At once angry and vulnerable, on 8 REASONS she sings “I love to make music / But my head got wrecked by the business,” and on the recent single TAKE ME TO CHURCH “I don’t wanna sing from where I sang before” (and also “I’ve done so many bad things it hurts”).
She declares “Always got to be the lioness / Taking care of everybody else / A woman like me needs a man to be stronger than herself,” over r&b in HOW ABOUT I BE ME? (rapturous and vaguely reminiscent of her biggest hit). Elsewhere a mistress has to content herself with the lingering scent of her absent lover during YOUR GREEN JACKET, a nervous new bride hopes for gentleness from her husband in THE VISHNU ROOM and, on JAMES BROWN (an Afro-beat / funk work-out with Fela Kuti’s son Feun on saxophone), O’Connor even lets her rarely displayed fun side out to play: “In the words of James Brown / I came to get down”. Sparse closer STREETCARS (“There’s no safety to be acquired / Riding streetcars named desire”) is absolutely stunning; breath to whisper to scream and back.

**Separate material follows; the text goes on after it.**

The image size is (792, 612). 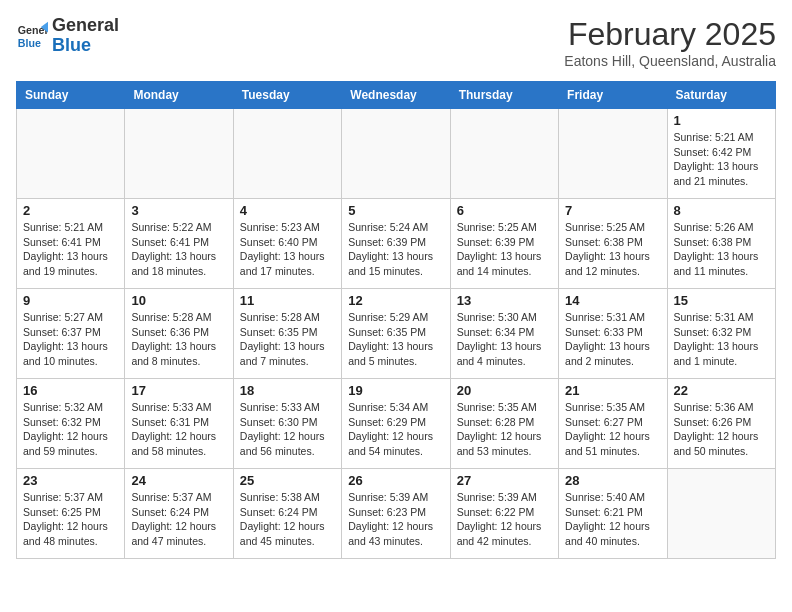 What do you see at coordinates (504, 430) in the screenshot?
I see `day-info: Sunrise: 5:35 AM Sunset: 6:28 PM Dayligh…` at bounding box center [504, 430].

O’Connor’s remarkable voice has remained a constant but the last truly great, truly cohesive, work was UNIVERSAL MOTHER in 1994 (GOSPEL OAK in 1997 and FAITH AND COURAGE in 2000 came close – particularly the latter’s JEALOUS, which may well be her greatest single moment). The predilection for slightly watery generic dub-rock reggae which followed on all subsequent work continues here, but there are other elements, too; gospel tinges, ethereal nuances (THE VISHNU ROOM was presumably created with Brian Eno, who figures in the album credits), trippy beats, rock attitude and, howling in the faces of the hell-hounds on her trail, swamp blues swagger (THE VOICE OF MY DOCTOR and KISSES LIKE MINE). But is I’M NOT BOSSY, I’M THE BOSS actually any good..? Despite her assurance that her tenth album is a collection of character songs it’s very much a Sinéad O’Connor record… And she’s an interesting bunch of gals.